Chaotic, the first hearing targeting the leader of the Alternative for Germany (AfD) was interrupted several times by different requests from his lawyers.

 

In particular, they wanted everything to be recorded because of the “historical dimension” of the trial, which they want “fair”. A request rejected by the court.

Furious at being continually prevented from reading the indictment, one of the two prosecutors, Benedikt Bernzen, criticized the lawyers for their disruptive behavior. “It’s outrageous,” he said.

 

Sneaking a slight smile, Björn Höcke, dressed in a dark suit and wearing a sky blue tie, entered the courtroom, staring at the prosecutors for a long time.

“Björn Höcke is a Nazi”

Four and a half months before elections in Thuringia, a region of the former communist GDR where Björn Höcke dreams of coming to power, this trial in Halle, in the neighboring state of Saxony-Anhalt, is particularly followed. Elections are also planned for the fall in Saxony and Brandenburg.

A few hundred demonstrators, brandishing banners with the inscriptions “Stop the AfD” or “Björn Höcke is a Nazi” and shouting slogans against the far right, gathered in front of the court surrounded by police forces.

Created in 2013, the AfD has experienced a surge in the polls since the summer but has recently fallen back a little due to very radical positions in its ranks, particularly around the expulsion of foreigners from Germany.

“For the voters of this region, a conviction of Höcke by the court will not change anything because they are convinced that the democratic institutions are angry with him,” however, relativizes to AFP Johannes Kiess, political scientist from the University of Leipzig, in Saxony. “On the other hand, for AfD sympathizers in the west of the country, this trial damages the image of the party,” adds the political scientist.

Before the European election, the leader of the AfD is working to demonize his image.
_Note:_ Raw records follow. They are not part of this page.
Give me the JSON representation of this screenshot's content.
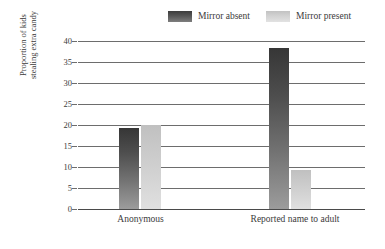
{
  "chart_data": {
    "type": "bar",
    "title": "",
    "subtitle": "",
    "xlabel": "",
    "ylabel": "Proportion of kids stealing extra candy",
    "ylabel_lines": [
      "Proportion of kids",
      "stealing extra candy"
    ],
    "categories": [
      "Anonymous",
      "Reported name to adult"
    ],
    "series": [
      {
        "name": "Mirror absent",
        "color": "#4e4e4e",
        "values": [
          19.3,
          38.3
        ]
      },
      {
        "name": "Mirror present",
        "color": "#cccccc",
        "values": [
          20.0,
          9.3
        ]
      }
    ],
    "ylim": [
      0,
      40
    ],
    "yticks": [
      0,
      5,
      10,
      15,
      20,
      25,
      30,
      35,
      40
    ],
    "ytick_labels": [
      "0",
      "5",
      "10",
      "15",
      "20",
      "25",
      "30",
      "35",
      "40"
    ],
    "grid": "horizontal",
    "legend_position": "top",
    "legend": [
      "Mirror absent",
      "Mirror present"
    ],
    "orientation": "vertical",
    "grouped": true,
    "background_color": "#ffffff",
    "axis_color": "#6d6d6d"
  },
  "legend": {
    "entries": [
      {
        "label": "Mirror absent",
        "swatch": "dark-gradient-swatch"
      },
      {
        "label": "Mirror present",
        "swatch": "light-gradient-swatch"
      }
    ]
  },
  "axes": {
    "y_title_line1": "Proportion of kids",
    "y_title_line2": "stealing extra candy",
    "y_ticks": [
      "40",
      "35",
      "30",
      "25",
      "20",
      "15",
      "10",
      "5",
      "0"
    ],
    "x_categories": [
      "Anonymous",
      "Reported name to adult"
    ]
  }
}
In a televised duel a week ago, he claimed that his party’s concept of “remigration” was aimed at bringing back Germans living abroad, not expelling foreigners from Germany.

 

One of its main candidates in the European elections in June was also accused of having received money from a propaganda network financed by Moscow.

A Nazi motto that the AfD leader claims not to know

Björn Höcke is on trial for having declared “Everything for our homeland, everything for Saxony-Anhalt, everything for Germany”, during an election rally at the end of May 2021 in Merseburg, not far from Halle.

However, “All for Germany” was a motto used by the SA, a paramilitary formation of the Nazi party which played an essential role in Hitler’s conquest of power. The 52-year-old German, who notably taught history for fifteen years at high school, claims not to have known it.

In Germany, where the law strictly prohibits the use of Nazi slogans or the public display of symbols of the Third Reich, this offense is punishable by up to three years in prison.

The “monument of shame”

A conviction could theoretically complicate the candidacy for election of the judge, accustomed to verbal provocations. In January 2017, he described the Holocaust Memorial in Berlin as a “monument of shame” and his expulsion from the party was considered.

Parted on the side, this slender man with steel blue eyes pleads for a break with the culture of repentance for Nazi crimes, the foundation of the post-war period in the country. Björn Höcke grew up in western Germany in a family espousing far-right views.

 

The spring of 2013 marked the starting point of the political rise of this father of four children: he was a founding member of the regional section of the AfD in Thuringia, where he had moved five years earlier.

In August of the same year, he became its president. Due to very extreme positions, the AfD in Thuringia, like that in Saxony-Anhalt, were placed under surveillance by the intelligence services.